On the airplane that bears me to visit my very old father though we've nothing more to say to each other, I imagine the brain as a river-city, its neural dendrites bearing messages and goods, right bank to left and reverse; the usual cargoes of fruit and beads, news, nasty rumors, code-words, pleas for money or love, messages and messengers one and the same. I caution myself not to confuse the many-spanned bridges of such cities with the more familiar bridges of, say, Paris or Prague, their buskers, hawkers, baskets of flowers, strollers admiring the view and holding striped umbrellas when gentle showers cross the sky. Like their distant namesakes, the branches of trees, the mind-cities' dendrites can snap, break loose when more fierce winds strike.

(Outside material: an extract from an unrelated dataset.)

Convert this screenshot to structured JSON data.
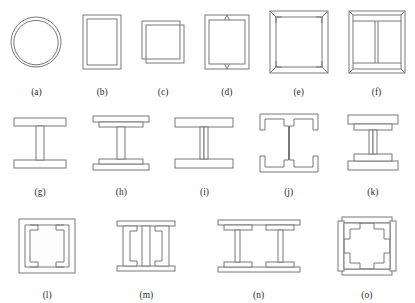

If they grow back at all, it's one twig at a time slowly thickening until it can hold enough sap to bear leaves, a long, slow, uncertain healing. In the meantime only old ferries and tugboats can deliver the messages, spewing fumes, chugging to any point that resembles a pier, an effort so cumbersome that the banks, right and left, become two separate cities, surviving on their own. [End Page 86] Do they miss their cross-river kin? At first yes. But soon each city speaks a different dialect, eventually a whole different language; creates its own history and customs. If one city's citizens should somehow cross to the opposite side they suspect the others of hostile intent, jump at once into the river, risking hypothermia, drowning, anything to escape those strangers with the terrifying resemblance to themselves. Amicable indifference would be a better solution – if not for nostalgia's sneaky ways. That left bank bakery. That right bank man with blue saxophone. The time my father held my hand in a raging blizzard.

Barbara F. Lefcowitz

Barbara F. Lefcowitz is the author of eight collections of poetry and has received fellowships from the Rockefeller Foundation and the NEA. She lives in Bethesda, Maryland.